Watch the video interview with Klote:
Molly Klote on Reshoring, Tariffs, and the Future of Pharma Supply Chains
Klote: The pressure extends well beyond tariffs, though tariffs are clearly part of it. Companies are also responding to geopolitical instability, supplier concentration risks, inspection vulnerabilities, shortage exposure, and deep uncertainty around future policy direction. What I'm hearing from people here at the meeting is that the unpredictability may be as disruptive as the cost itself. Companies need to make long-range manufacturing, sourcing, and regulatory decisions, and they're doing so without knowing which countries will reliably serve as sources or what trade conditions will look like 12 to 24 months from now. That volatility is the core challenge.
For years, the default approach was to source from wherever costs were lowest. That model is no longer sustainable on its own. Companies are now asking how they can build in resilience through dual sourcing, qualified backup suppliers, or greater transparency into their tier-two and tier-three suppliers without restructuring their cost base so dramatically that it compromises affordability or patient access.
Not wholesale, and I think it's important to be clear about that. Some selective onshoring is happening, and it makes sense in certain contexts. But the more realistic trend is regionalization combined with supply chain redundancy, building in alternatives rather than relocating everything domestically. Not everything can or should be reshored here. The real work is determining which parts of the supply chain are critical enough to justify higher cost or redundancy and then making those changes in a way that doesn't undermine the affordability and availability of medicines for patients.

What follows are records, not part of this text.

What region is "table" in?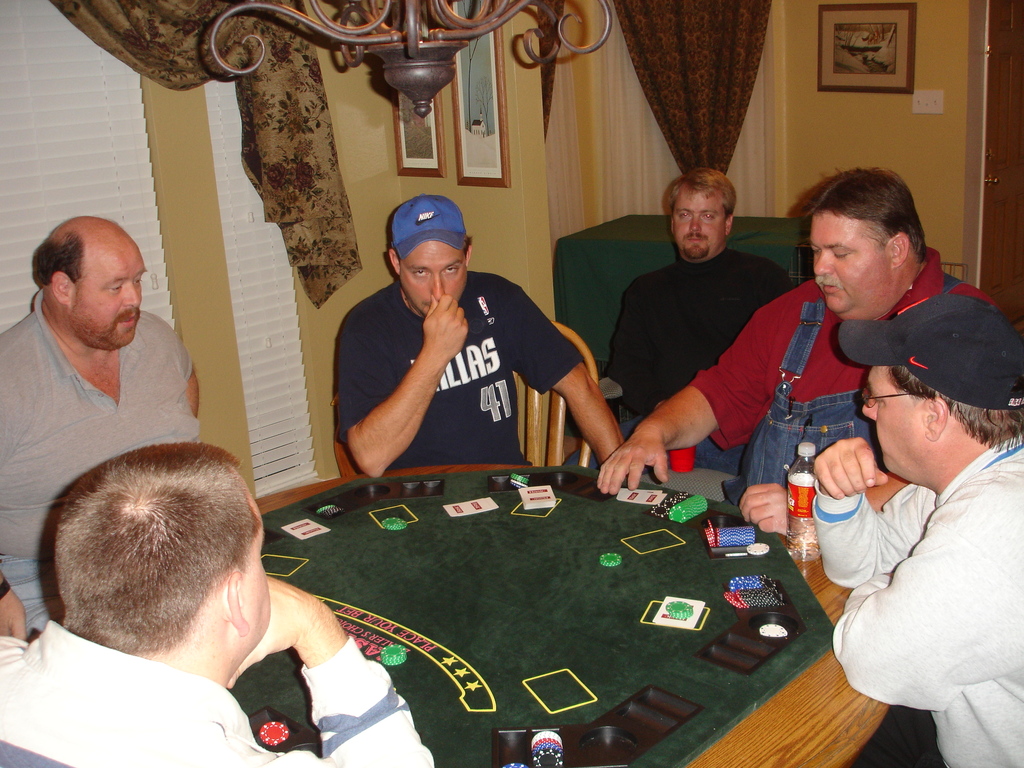
{"x1": 212, "y1": 468, "x2": 910, "y2": 767}.
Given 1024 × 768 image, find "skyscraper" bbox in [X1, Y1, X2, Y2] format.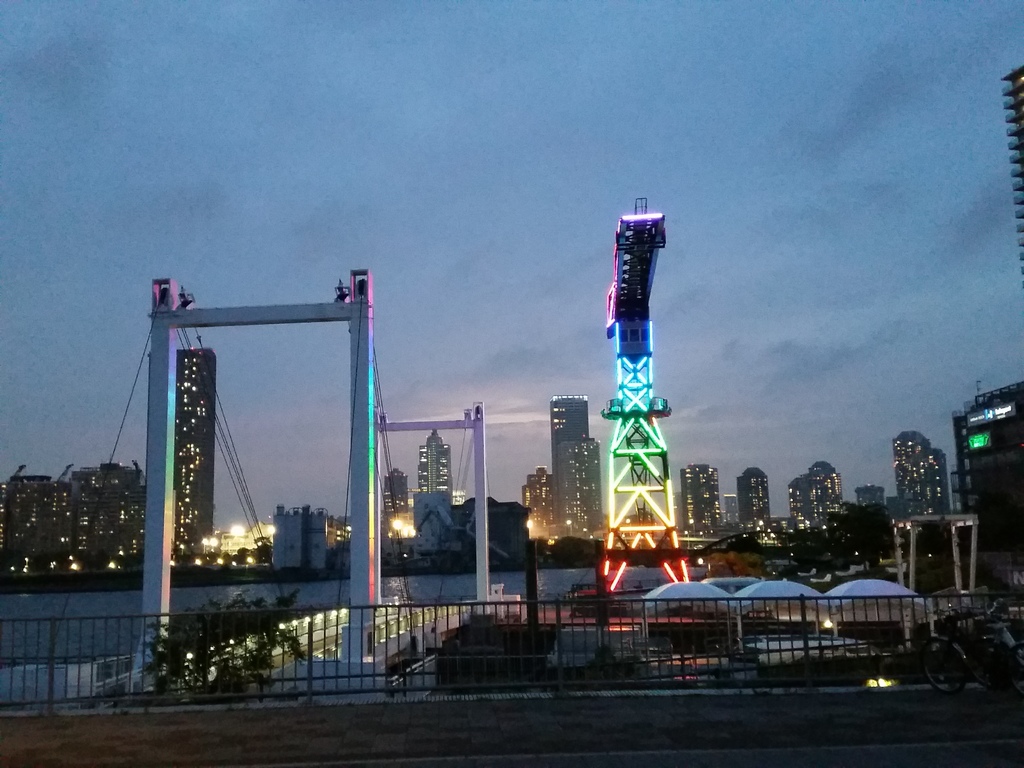
[546, 443, 609, 542].
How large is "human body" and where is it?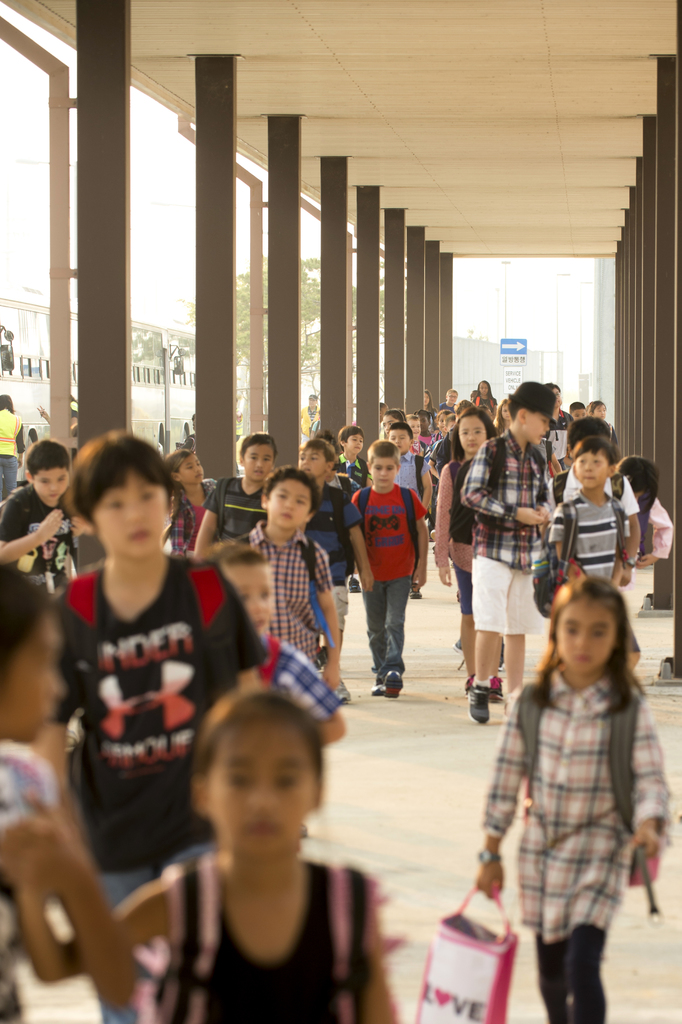
Bounding box: pyautogui.locateOnScreen(183, 426, 267, 554).
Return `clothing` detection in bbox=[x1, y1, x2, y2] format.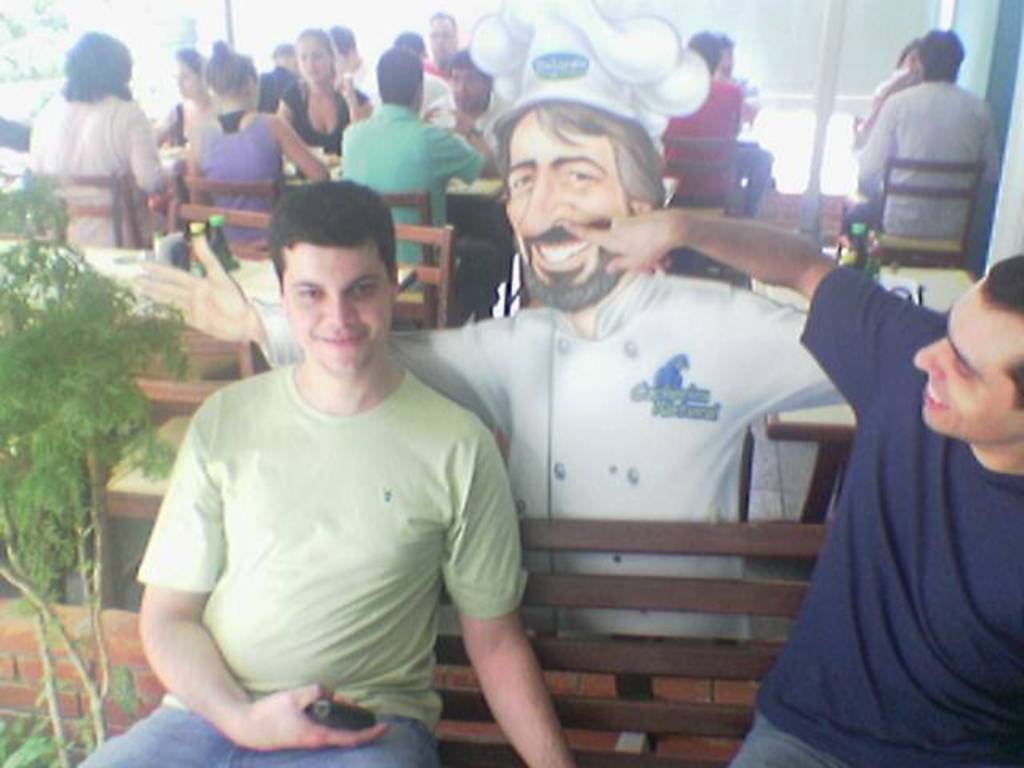
bbox=[424, 91, 517, 163].
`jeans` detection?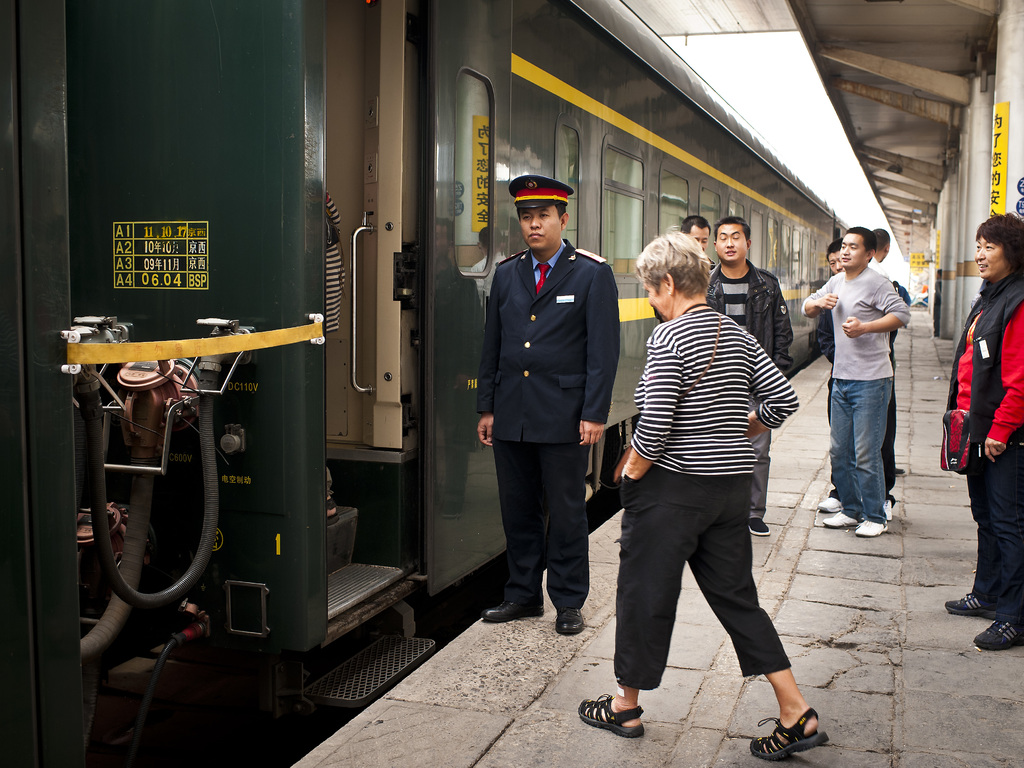
{"left": 751, "top": 394, "right": 776, "bottom": 516}
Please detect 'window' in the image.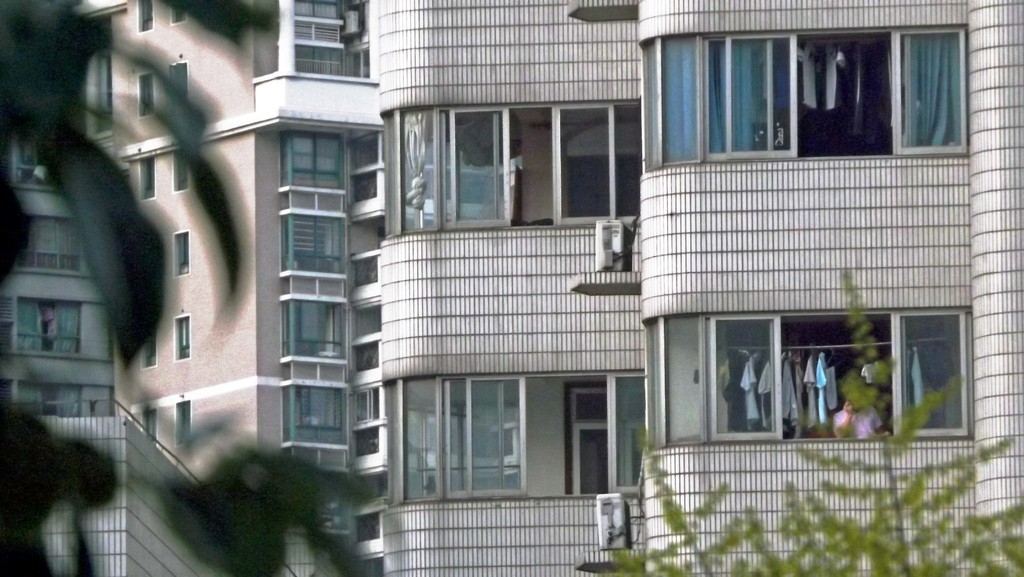
172 151 193 184.
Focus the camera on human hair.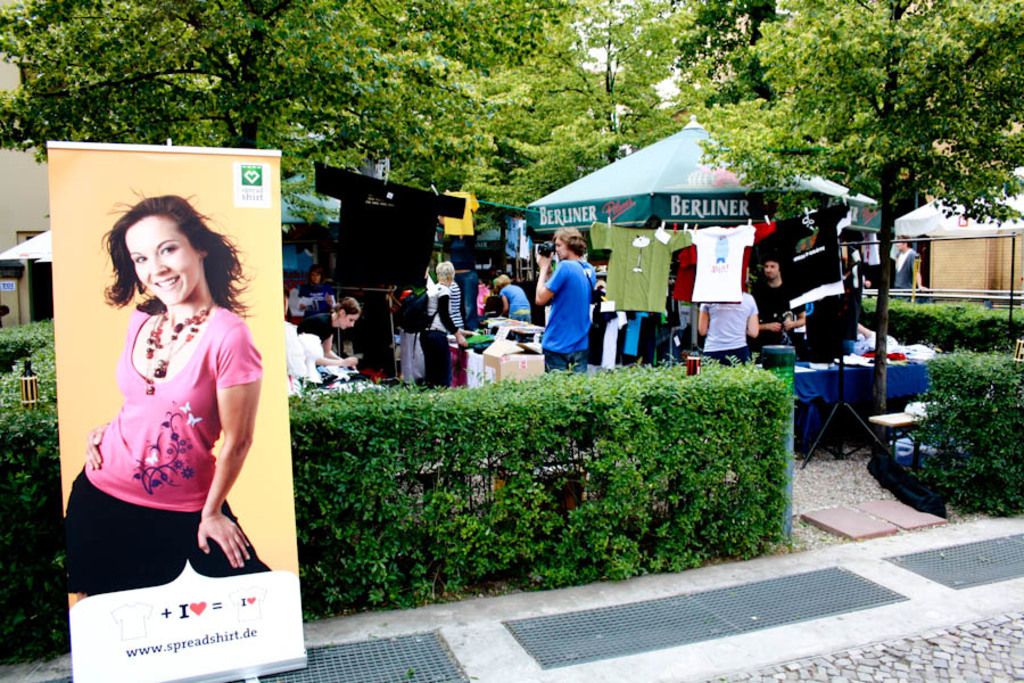
Focus region: rect(552, 225, 587, 256).
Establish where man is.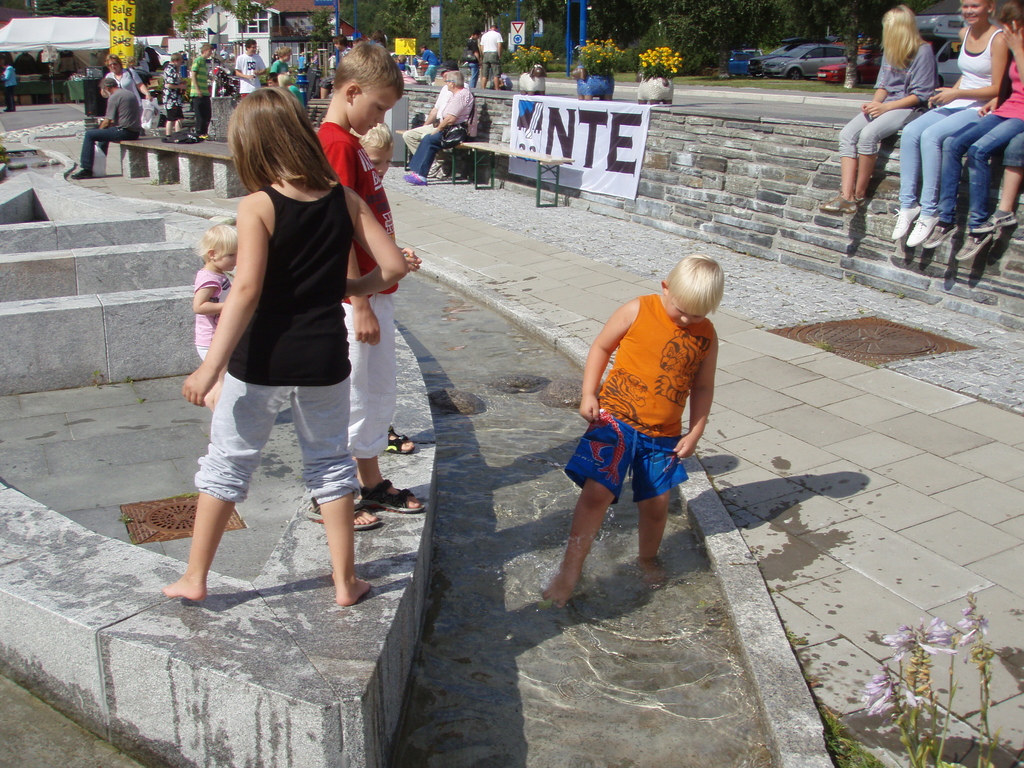
Established at [236, 36, 266, 101].
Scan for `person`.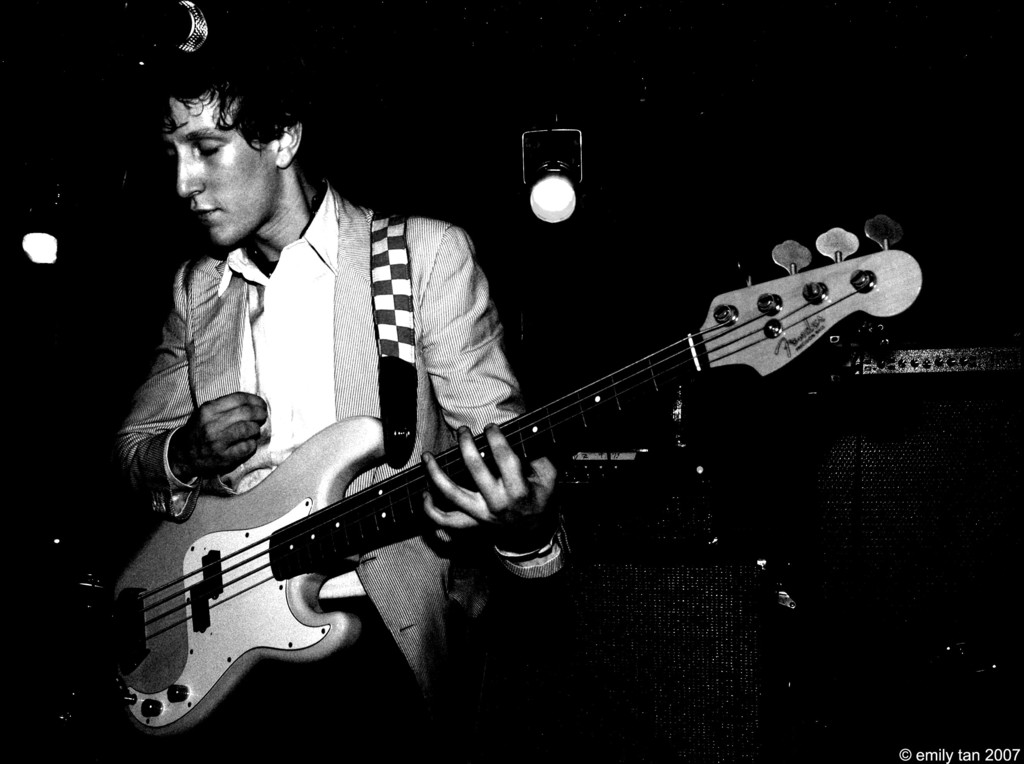
Scan result: 105 52 572 763.
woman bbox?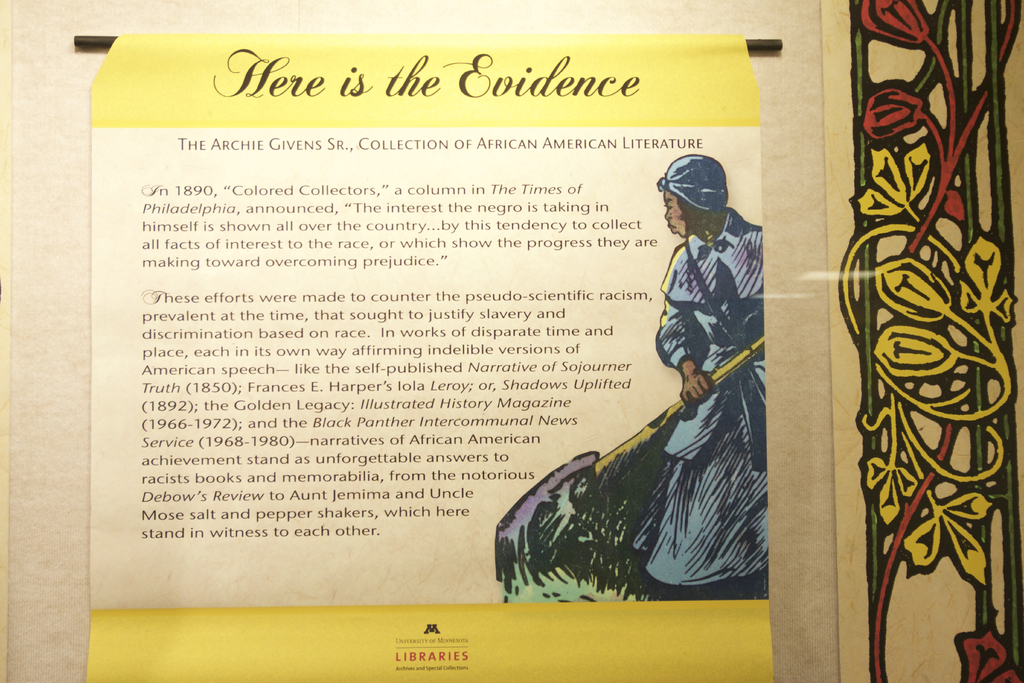
bbox(334, 80, 774, 616)
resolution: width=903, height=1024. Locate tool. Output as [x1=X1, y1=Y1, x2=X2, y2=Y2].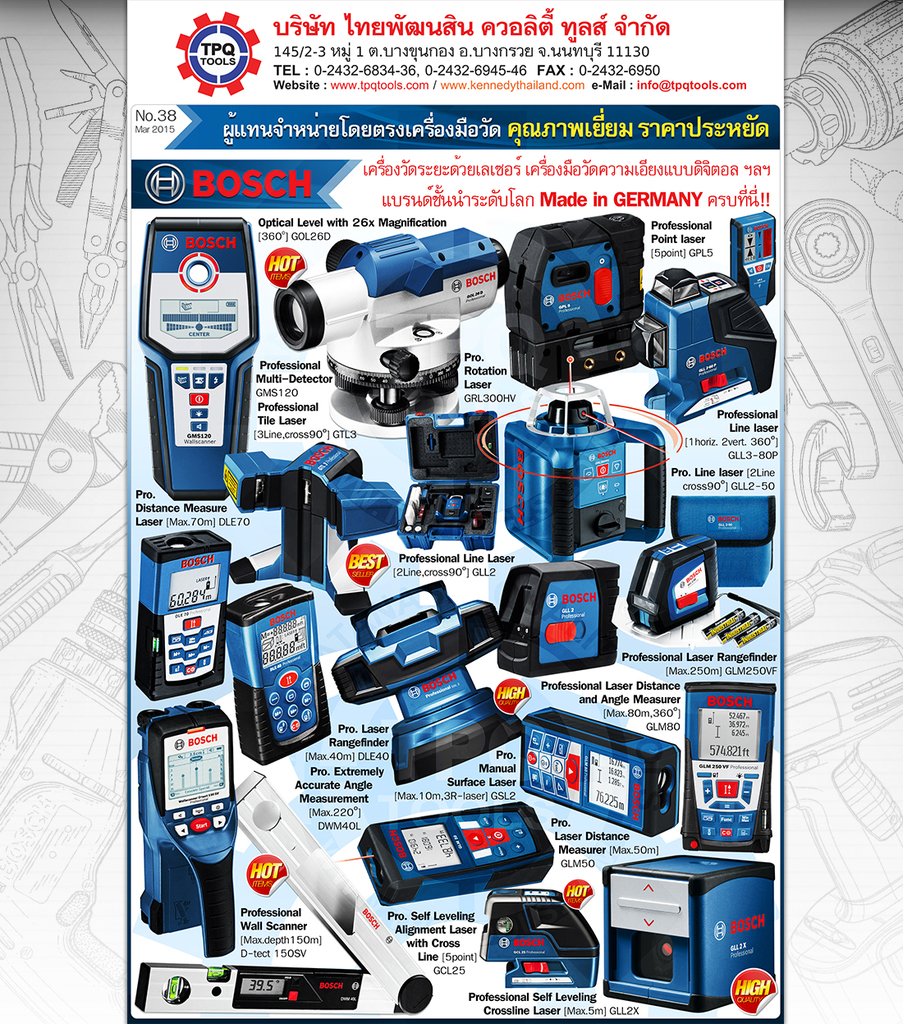
[x1=621, y1=526, x2=717, y2=631].
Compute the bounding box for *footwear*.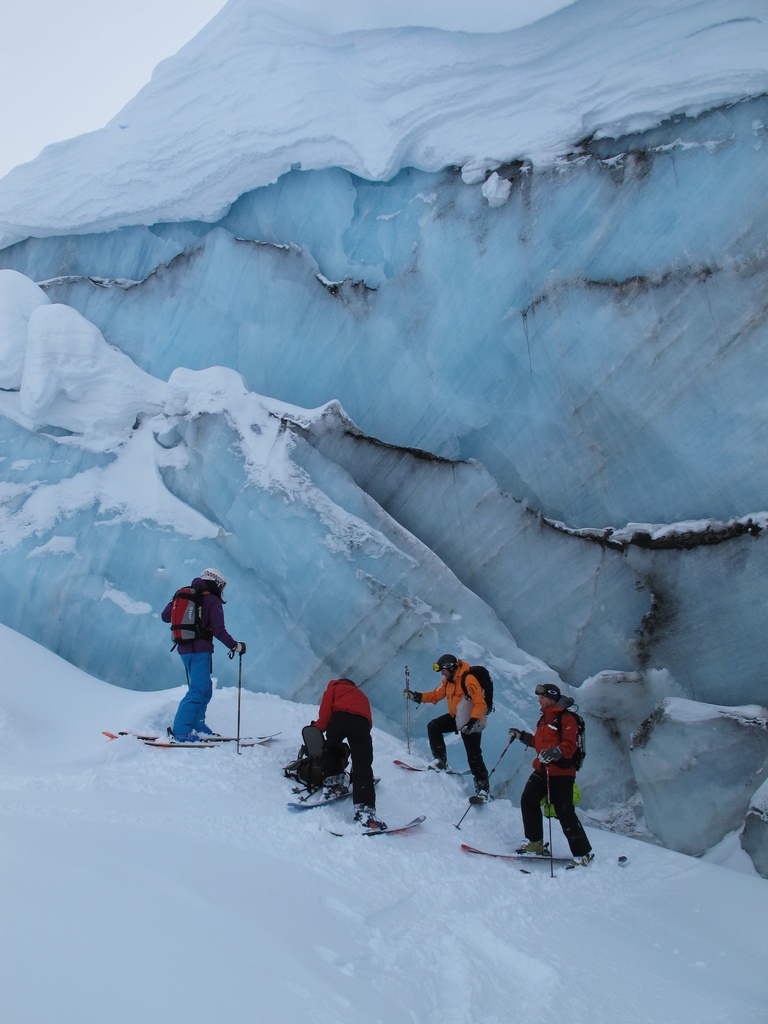
bbox=[426, 758, 451, 771].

That balance is difficult, and it requires careful, strategic thinking rather than a reactive response to political pressure.
The FDA is not looking for slogans about resilience. Companies need to be prepared to demonstrate through evidence how they are making resilience a reality. That means having current supply chain maps, formal risk assessments, credible alternate-source strategies, realistic regulatory pathways for supplier or site changes, and governance mechanisms that define when and how the organization responds as risks escalate.
A credible resilience strategy must also be quality-led, not simply procurement-driven. For the FDA, the central question will be whether a company understands its vulnerabilities and has a controlled, documented, and regulatorily realistic plan to protect patients if a supplier, site, country, or logistics route becomes unavailable.
Three things stand out. First, there will be more data-driven FDA oversight of supply chains. The agency wants to see what companies are doing more than what they intend to do. Second, companies should anticipate more risk-based and globally consistent inspection oversight for anything that is globally outsourced. Third, there will be stronger expectations around formal quality risk management. Quality must be built in from the start. The FDA's focus is patient safety, and if your systems are not oriented around that, that is where you will run into serious problems.
Act now and act with specificity. The uncertainty in the current environment is not going away, and the companies that will be best positioned, both commercially and regulatorily, are the ones that treat supply chain resilience as a quality and patient safety imperative, not an external compliance requirement. FDA will reward the companies that can demonstrate they understand their risks and have taken documented, defensible steps to address them.